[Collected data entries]
-- -- --
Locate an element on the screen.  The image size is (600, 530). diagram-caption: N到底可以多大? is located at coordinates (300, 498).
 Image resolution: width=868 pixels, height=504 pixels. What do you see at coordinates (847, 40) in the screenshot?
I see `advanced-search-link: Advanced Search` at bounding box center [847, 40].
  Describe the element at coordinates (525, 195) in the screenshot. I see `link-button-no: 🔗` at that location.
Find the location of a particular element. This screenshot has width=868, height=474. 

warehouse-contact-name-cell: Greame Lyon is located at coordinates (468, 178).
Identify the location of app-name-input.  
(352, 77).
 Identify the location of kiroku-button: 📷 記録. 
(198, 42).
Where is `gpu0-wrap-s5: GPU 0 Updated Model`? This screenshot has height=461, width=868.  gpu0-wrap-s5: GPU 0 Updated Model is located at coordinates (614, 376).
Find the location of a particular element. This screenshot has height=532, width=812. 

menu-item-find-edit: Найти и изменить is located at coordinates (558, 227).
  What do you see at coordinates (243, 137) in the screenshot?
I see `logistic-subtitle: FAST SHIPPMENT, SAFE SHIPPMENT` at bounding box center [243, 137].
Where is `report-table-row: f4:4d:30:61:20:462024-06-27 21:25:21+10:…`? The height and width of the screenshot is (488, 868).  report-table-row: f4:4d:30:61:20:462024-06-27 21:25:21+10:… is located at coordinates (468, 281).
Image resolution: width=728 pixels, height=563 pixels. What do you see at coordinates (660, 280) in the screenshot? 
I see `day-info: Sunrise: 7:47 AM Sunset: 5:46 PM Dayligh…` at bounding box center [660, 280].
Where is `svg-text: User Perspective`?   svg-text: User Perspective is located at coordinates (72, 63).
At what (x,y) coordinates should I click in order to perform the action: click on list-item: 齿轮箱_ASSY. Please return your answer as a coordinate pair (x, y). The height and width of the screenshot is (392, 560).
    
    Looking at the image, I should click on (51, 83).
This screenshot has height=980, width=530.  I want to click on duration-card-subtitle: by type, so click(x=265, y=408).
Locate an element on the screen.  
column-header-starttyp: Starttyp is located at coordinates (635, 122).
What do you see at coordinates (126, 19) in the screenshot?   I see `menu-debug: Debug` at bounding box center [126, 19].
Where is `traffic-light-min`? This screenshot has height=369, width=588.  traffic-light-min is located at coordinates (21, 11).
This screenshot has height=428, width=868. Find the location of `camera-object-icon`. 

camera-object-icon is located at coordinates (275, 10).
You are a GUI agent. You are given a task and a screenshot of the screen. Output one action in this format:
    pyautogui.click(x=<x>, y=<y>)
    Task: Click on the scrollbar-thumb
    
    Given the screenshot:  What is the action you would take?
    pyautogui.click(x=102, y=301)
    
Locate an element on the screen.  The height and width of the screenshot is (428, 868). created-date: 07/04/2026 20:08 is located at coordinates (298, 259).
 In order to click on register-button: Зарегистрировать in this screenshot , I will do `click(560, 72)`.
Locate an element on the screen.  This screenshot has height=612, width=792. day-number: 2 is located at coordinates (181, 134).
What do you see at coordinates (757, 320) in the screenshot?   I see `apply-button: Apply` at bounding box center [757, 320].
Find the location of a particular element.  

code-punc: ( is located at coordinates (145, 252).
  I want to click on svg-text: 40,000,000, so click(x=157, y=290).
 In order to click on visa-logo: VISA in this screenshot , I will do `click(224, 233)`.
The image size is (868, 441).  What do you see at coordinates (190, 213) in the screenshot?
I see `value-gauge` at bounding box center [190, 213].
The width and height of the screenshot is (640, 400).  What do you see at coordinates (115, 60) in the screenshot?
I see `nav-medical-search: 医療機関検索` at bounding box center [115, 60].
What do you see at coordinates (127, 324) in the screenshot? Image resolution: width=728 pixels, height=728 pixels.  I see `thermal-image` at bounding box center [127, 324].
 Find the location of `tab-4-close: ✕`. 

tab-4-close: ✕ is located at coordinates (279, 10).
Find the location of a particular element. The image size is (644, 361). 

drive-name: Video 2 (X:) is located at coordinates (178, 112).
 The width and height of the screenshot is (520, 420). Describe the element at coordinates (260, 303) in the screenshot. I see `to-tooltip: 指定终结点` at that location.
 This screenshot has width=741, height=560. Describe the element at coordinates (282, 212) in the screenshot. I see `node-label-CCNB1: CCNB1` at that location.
-- -- --
> **Instructions to follow**: Tally the lines above in which the string "Where" occurs, and give the total with nothing added.

> **Solved problem**: 4